We are now just four days from NVIDIA’s official announcement of its Ampere GPU architecture and subsequently, the launch of its GeForce RTX 30 series cards. While we wait, a new leak seems to confirm the specification of the cards launching on 1 September.
According to information obtained by the popular leakster site, Videocardz, NVIDIA will be announcing three cards on the day: the GeForce RTX 3090, RTX 3080, and RTX 3070. As per earlier reports, we know that the RTX 3090 will be the GPU maker’s top-tier card, featuring a GA102-300GPU, 24GB GDDR6X, and 51248 CUDA cores. Running across a 384-bit memory bus. The card will have a TDP of 350W.
What is surprising is that the same source says that the RTX 3080 that will launch concurrently will have 4352 CUDA cores and just 10GB GDDR6X memory, which is clearly and significantly less than half the GDDR6X memory that the RTX 3090 runs on. However, the same sources have said that NVIDIA’s board partners will be preparing a second variant of the RTX 3080; one with double the amount of GDDR6 graphics memory.
Additional details for the RTX 3080 also point to the card running on a 320-bit bandwidth and a TDP of 320W. Also, custom models of the card will require dual 8-pin PCIe connectors in order to function.
At the bottom of the list is the RTX 3070. The card has reportedly been confirmed to ship out with 8GB GDDR6 memory, and not the new GDDR6X graphics memory standard. It’s a card that is still mostly shrouded in mystery, but speculations put the card’s TDP at 220W and its memory speed at 16Gbps. Interestingly enough, there are rumours that place the card’s performance on the same level as the current RTX 2080 Ti, but take this with a pinch of salt.
Beyond that, Videocardz said its sources also confirmed that NVIDIA’s next-generation Ampere GPU will introduce its 2nd generation ray-tracing cores and its 3rd generation Tensor cores. Further, the cards will also finally support the PCIe 4.0 interface, as well as HDMI 2.1 and DisplayPort 1.4a. Lastly, the data that was seen suggests that the Ampere will be based on the 7nm process node, although this bit of information still remains unconfirmed.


Exercise aim:
Your response should match the records line for line.
** Data listing follows **
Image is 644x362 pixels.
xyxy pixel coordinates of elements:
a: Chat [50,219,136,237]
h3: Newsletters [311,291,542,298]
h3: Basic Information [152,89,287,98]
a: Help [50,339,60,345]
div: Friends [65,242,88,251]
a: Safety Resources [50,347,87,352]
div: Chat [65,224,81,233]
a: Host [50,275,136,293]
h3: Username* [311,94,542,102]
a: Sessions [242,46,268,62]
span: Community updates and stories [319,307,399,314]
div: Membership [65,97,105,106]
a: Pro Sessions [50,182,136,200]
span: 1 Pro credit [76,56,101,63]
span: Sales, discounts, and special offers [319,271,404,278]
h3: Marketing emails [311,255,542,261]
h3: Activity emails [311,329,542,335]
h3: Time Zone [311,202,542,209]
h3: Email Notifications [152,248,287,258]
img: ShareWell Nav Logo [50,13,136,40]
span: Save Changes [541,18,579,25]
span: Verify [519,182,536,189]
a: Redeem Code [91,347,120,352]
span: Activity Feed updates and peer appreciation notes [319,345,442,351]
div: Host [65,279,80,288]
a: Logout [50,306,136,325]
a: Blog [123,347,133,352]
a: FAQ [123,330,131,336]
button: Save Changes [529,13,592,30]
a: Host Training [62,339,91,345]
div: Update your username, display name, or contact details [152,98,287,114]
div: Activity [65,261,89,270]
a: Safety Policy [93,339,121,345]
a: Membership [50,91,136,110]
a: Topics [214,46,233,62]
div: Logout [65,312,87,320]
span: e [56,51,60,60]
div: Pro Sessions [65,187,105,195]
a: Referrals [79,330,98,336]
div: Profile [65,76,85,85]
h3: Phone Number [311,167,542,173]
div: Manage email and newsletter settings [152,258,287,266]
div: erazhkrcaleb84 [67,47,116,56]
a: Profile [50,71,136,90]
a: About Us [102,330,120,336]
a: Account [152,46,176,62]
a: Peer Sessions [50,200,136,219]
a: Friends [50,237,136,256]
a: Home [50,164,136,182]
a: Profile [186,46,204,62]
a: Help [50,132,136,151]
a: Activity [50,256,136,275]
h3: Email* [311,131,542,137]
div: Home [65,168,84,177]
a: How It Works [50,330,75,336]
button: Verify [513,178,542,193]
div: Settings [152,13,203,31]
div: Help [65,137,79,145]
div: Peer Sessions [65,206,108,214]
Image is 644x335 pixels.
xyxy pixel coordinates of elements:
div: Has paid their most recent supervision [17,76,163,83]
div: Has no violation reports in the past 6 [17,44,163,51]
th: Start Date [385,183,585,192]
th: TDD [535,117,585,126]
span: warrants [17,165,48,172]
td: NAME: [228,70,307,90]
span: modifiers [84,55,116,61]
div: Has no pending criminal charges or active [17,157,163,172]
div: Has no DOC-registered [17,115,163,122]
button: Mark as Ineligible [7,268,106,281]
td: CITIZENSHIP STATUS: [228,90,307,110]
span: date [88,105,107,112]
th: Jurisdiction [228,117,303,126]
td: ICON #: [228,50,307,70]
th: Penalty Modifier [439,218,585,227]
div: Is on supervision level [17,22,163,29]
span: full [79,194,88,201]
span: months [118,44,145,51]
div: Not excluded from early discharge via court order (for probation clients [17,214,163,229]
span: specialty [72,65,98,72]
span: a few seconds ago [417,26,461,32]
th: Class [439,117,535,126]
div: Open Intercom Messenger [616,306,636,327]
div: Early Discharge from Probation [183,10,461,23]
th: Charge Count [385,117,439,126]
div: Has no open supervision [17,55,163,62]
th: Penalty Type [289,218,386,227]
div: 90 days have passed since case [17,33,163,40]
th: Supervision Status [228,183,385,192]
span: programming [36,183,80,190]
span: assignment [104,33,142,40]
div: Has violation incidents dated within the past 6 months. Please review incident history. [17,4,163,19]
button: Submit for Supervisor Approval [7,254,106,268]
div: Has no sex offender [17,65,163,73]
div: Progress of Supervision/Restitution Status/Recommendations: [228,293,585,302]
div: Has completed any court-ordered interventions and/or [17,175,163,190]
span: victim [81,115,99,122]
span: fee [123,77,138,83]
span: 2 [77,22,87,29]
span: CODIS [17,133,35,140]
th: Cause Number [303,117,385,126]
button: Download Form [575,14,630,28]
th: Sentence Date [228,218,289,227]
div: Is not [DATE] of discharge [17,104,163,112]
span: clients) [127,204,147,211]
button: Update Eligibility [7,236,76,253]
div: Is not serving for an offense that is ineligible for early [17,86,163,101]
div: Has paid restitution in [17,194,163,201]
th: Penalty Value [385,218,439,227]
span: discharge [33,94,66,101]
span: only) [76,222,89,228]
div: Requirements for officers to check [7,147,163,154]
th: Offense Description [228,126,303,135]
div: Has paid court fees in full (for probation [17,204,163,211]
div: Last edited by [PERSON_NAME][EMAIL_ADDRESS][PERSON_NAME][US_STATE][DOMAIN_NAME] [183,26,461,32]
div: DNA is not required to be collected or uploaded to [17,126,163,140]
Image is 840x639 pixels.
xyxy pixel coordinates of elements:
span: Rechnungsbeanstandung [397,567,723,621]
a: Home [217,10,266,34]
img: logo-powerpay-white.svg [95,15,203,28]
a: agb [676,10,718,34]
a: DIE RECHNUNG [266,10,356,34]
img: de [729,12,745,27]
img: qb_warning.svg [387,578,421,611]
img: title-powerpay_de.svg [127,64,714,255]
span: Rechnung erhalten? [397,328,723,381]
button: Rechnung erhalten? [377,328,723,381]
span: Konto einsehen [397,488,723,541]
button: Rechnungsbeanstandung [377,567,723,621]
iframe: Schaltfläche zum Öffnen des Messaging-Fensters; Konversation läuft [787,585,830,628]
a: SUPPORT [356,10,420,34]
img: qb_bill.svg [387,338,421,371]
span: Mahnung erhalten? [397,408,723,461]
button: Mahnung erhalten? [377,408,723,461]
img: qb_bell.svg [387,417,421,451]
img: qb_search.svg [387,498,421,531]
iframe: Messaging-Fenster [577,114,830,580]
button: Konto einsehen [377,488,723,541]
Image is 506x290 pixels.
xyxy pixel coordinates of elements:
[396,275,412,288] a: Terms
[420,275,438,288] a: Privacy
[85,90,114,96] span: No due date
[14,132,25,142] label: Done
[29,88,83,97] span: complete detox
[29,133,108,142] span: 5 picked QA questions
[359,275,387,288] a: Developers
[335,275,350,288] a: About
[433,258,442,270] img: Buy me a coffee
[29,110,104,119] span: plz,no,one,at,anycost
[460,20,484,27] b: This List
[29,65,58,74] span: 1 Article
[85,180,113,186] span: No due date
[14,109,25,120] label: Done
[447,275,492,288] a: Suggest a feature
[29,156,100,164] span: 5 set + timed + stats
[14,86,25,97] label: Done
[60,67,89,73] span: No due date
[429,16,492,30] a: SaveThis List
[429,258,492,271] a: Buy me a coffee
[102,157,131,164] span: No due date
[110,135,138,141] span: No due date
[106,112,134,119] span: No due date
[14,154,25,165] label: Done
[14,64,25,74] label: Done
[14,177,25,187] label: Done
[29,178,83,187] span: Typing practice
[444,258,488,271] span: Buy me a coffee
** End of Data listing **
Result of this exercise:
Image is 644x362 pixels.
xyxy pixel coordinates of elements:
a: Chat [50,219,136,237]
h3: Newsletters [311,291,542,298]
h3: Basic Information [152,89,287,98]
a: Help [50,339,60,345]
div: Friends [65,242,88,251]
a: Safety Resources [50,347,87,352]
div: Chat [65,224,81,233]
a: Host [50,275,136,293]
h3: Username* [311,94,542,102]
a: Sessions [242,46,268,62]
span: Community updates and stories [319,307,399,314]
div: Membership [65,97,105,106]
a: Pro Sessions [50,182,136,200]
span: 1 Pro credit [76,56,101,63]
span: Sales, discounts, and special offers [319,271,404,278]
h3: Marketing emails [311,255,542,261]
h3: Activity emails [311,329,542,335]
h3: Time Zone [311,202,542,209]
h3: Email Notifications [152,248,287,258]
img: ShareWell Nav Logo [50,13,136,40]
span: Save Changes [541,18,579,25]
span: Verify [519,182,536,189]
a: Redeem Code [91,347,120,352]
span: Activity Feed updates and peer appreciation notes [319,345,442,351]
div: Host [65,279,80,288]
a: Logout [50,306,136,325]
a: Blog [123,347,133,352]
a: FAQ [123,330,131,336]
button: Save Changes [529,13,592,30]
a: Host Training [62,339,91,345]
div: Update your username, display name, or contact details [152,98,287,114]
div: Activity [65,261,89,270]
a: Safety Policy [93,339,121,345]
a: Membership [50,91,136,110]
a: Topics [214,46,233,62]
div: Logout [65,312,87,320]
span: e [56,51,60,60]
div: Pro Sessions [65,187,105,195]
a: Referrals [79,330,98,336]
div: Profile [65,76,85,85]
h3: Phone Number [311,167,542,173]
div: Manage email and newsletter settings [152,258,287,266]
div: erazhkrcaleb84 [67,47,116,56]
a: Profile [50,71,136,90]
a: About Us [102,330,120,336]
a: Account [152,46,176,62]
a: Peer Sessions [50,200,136,219]
a: Friends [50,237,136,256]
a: Home [50,164,136,182]
a: Profile [186,46,204,62]
a: Help [50,132,136,151]
a: Activity [50,256,136,275]
h3: Email* [311,131,542,137]
div: Home [65,168,84,177]
a: How It Works [50,330,75,336]
button: Verify [513,178,542,193]
div: Settings [152,13,203,31]
div: Help [65,137,79,145]
div: Peer Sessions [65,206,108,214]
Image is 644x335 pixels.
xyxy pixel coordinates of elements:
div: Has paid their most recent supervision [17,76,163,83]
div: Has no violation reports in the past 6 [17,44,163,51]
th: Start Date [385,183,585,192]
th: TDD [535,117,585,126]
span: warrants [17,165,48,172]
td: NAME: [228,70,307,90]
span: modifiers [84,55,116,61]
div: Has no pending criminal charges or active [17,157,163,172]
div: Has no DOC-registered [17,115,163,122]
button: Mark as Ineligible [7,268,106,281]
td: CITIZENSHIP STATUS: [228,90,307,110]
span: date [88,105,107,112]
th: Jurisdiction [228,117,303,126]
td: ICON #: [228,50,307,70]
th: Penalty Modifier [439,218,585,227]
div: Is on supervision level [17,22,163,29]
span: full [79,194,88,201]
span: months [118,44,145,51]
div: Not excluded from early discharge via court order (for probation clients [17,214,163,229]
span: specialty [72,65,98,72]
span: a few seconds ago [417,26,461,32]
th: Class [439,117,535,126]
div: Open Intercom Messenger [616,306,636,327]
div: Early Discharge from Probation [183,10,461,23]
th: Charge Count [385,117,439,126]
div: Has no open supervision [17,55,163,62]
th: Penalty Type [289,218,386,227]
div: 90 days have passed since case [17,33,163,40]
th: Supervision Status [228,183,385,192]
span: programming [36,183,80,190]
span: assignment [104,33,142,40]
div: Has violation incidents dated within the past 6 months. Please review incident history. [17,4,163,19]
button: Submit for Supervisor Approval [7,254,106,268]
div: Has no sex offender [17,65,163,73]
div: Progress of Supervision/Restitution Status/Recommendations: [228,293,585,302]
div: Has completed any court-ordered interventions and/or [17,175,163,190]
span: victim [81,115,99,122]
span: fee [123,77,138,83]
span: 2 [77,22,87,29]
span: CODIS [17,133,35,140]
th: Cause Number [303,117,385,126]
button: Download Form [575,14,630,28]
th: Sentence Date [228,218,289,227]
div: Is not [DATE] of discharge [17,104,163,112]
span: clients) [127,204,147,211]
button: Update Eligibility [7,236,76,253]
div: Is not serving for an offense that is ineligible for early [17,86,163,101]
div: Has paid restitution in [17,194,163,201]
th: Penalty Value [385,218,439,227]
span: discharge [33,94,66,101]
span: only) [76,222,89,228]
div: Requirements for officers to check [7,147,163,154]
th: Offense Description [228,126,303,135]
div: Has paid court fees in full (for probation [17,204,163,211]
div: Last edited by [PERSON_NAME][EMAIL_ADDRESS][PERSON_NAME][US_STATE][DOMAIN_NAME] [183,26,461,32]
div: DNA is not required to be collected or uploaded to [17,126,163,140]
Image is 840x639 pixels.
xyxy pixel coordinates of elements:
span: Rechnungsbeanstandung [397,567,723,621]
a: Home [217,10,266,34]
img: logo-powerpay-white.svg [95,15,203,28]
a: agb [676,10,718,34]
a: DIE RECHNUNG [266,10,356,34]
img: de [729,12,745,27]
img: qb_warning.svg [387,578,421,611]
img: title-powerpay_de.svg [127,64,714,255]
span: Rechnung erhalten? [397,328,723,381]
button: Rechnung erhalten? [377,328,723,381]
span: Konto einsehen [397,488,723,541]
button: Rechnungsbeanstandung [377,567,723,621]
iframe: Schaltfläche zum Öffnen des Messaging-Fensters; Konversation läuft [787,585,830,628]
a: SUPPORT [356,10,420,34]
img: qb_bill.svg [387,338,421,371]
span: Mahnung erhalten? [397,408,723,461]
button: Mahnung erhalten? [377,408,723,461]
img: qb_bell.svg [387,417,421,451]
img: qb_search.svg [387,498,421,531]
iframe: Messaging-Fenster [577,114,830,580]
button: Konto einsehen [377,488,723,541]
Image is 506x290 pixels.
xyxy pixel coordinates of elements:
[396,275,412,288] a: Terms
[420,275,438,288] a: Privacy
[85,90,114,96] span: No due date
[14,132,25,142] label: Done
[29,88,83,97] span: complete detox
[29,133,108,142] span: 5 picked QA questions
[359,275,387,288] a: Developers
[335,275,350,288] a: About
[433,258,442,270] img: Buy me a coffee
[29,110,104,119] span: plz,no,one,at,anycost
[460,20,484,27] b: This List
[29,65,58,74] span: 1 Article
[85,180,113,186] span: No due date
[14,109,25,120] label: Done
[447,275,492,288] a: Suggest a feature
[29,156,100,164] span: 5 set + timed + stats
[14,86,25,97] label: Done
[60,67,89,73] span: No due date
[429,16,492,30] a: SaveThis List
[429,258,492,271] a: Buy me a coffee
[102,157,131,164] span: No due date
[110,135,138,141] span: No due date
[106,112,134,119] span: No due date
[14,154,25,165] label: Done
[14,64,25,74] label: Done
[14,177,25,187] label: Done
[29,178,83,187] span: Typing practice
[444,258,488,271] span: Buy me a coffee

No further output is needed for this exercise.